Just waiting for another xz utils situation
The fact that the FOSS model is still considered the best thing ever is so sad to me. The “free” part is clearly not working. Or rather it is working as is now intended: free labour for the private sector to exploit.
The Telekommunist Manifesto for the longer version of this 🙃
The “free” part is clearly not working. Or rather it is working as is now intended: free labour for the private sector to exploit.
I remember seeing a thread about redis on r/linux where lots and lots of people were basically defending Amazon as if from an anarcho-capitalist position. This confused me as I always saw foss (and foss users) as leaning socialist and anti-corporate.
I spoke to someone about that and they linked me this article (and the article linked in the first sentence) which really opened my eyes.
The TL;Dr is basically:
FOSS is not socialist. The free software movement is right-libertarian / “anarcho”-capitalist, and the open source movement is neoliberal; neither of these is even particularly close to socialism.
Wow, super based article! Thanks for it, I will also look at other articles from the author :D
How is the free part not working? FOSS is the cure of the industry. Or do you think Adobe and Microsoft is working that great? Imagine if we didn’t have FOSS…
I don’t deny its great contributions to the public and free culture, but I think it has become insufficient. The industry abuses it as much as it can, so I believe the only way to defend ourself is to migrate to a copyfarleft licensing model.

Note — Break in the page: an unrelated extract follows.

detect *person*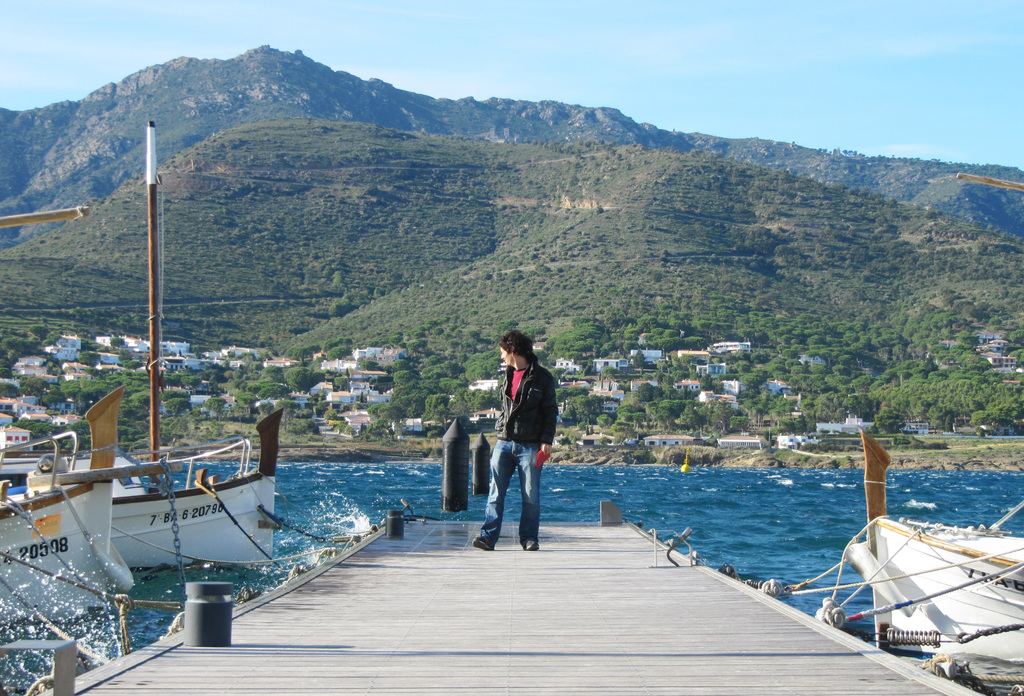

With it, we can keep the same openness and freedom for the commons, but force the private sector to choose: either pay for our work, or fuck off.
Funny, you are using with lemmy something for free, which is to some extent in the spirit of FOSS.
“Haha funny you use a phone and buy things yet you are anticapitalist haha” ahh argument
The copyfarleft licenses are not incompatible with the spirit of FOSS, they work exactly the same for the people, the only difference is that companies can either fuck off or pay
Yes the CopyLeft licences is the epitome of FOSS spirit
I’m not so sure the “open source” part is working either when you think about how AI tools were trained.
It’s really sad, because the accessibility of developing software and collaborative nature of the open source community is a big part of what drew me to software engineering as a career, and it’s always been one of the first things I mention about why I love it. But, of course, these fucking evil companies found a way to take every individual part of something good and twist it into something awful.
FOSS will always be incompatible with capitalism. There is no incentive for the capitalist class to pay for the open source they consume.
Wrong. In example Valve is putting money and work into FOSS. AND they make money of it and rely on it. Even Microsoft does contribute to Open Source, believe it or not, even is one of the top sponsors for Linux.
The pittance that most of these companies do contribute is in no way a fair share of the profits they reap from using FOSS.
Valve is an exception to the rule.
You’re arguing that the factory owner giving a few bucks to someone who produced a tool that improved productivity of the factory is somehow a just compensation.
There has been the “4opens” criteria, that has been more on point than free/libre/open source.
In hindsight, defeating corporate and AI piggery might have needed single-maintainer closed source with open protocols. Software components? Maybe it would have led to the compound document model instead of the app model, architecturally enforcing openness.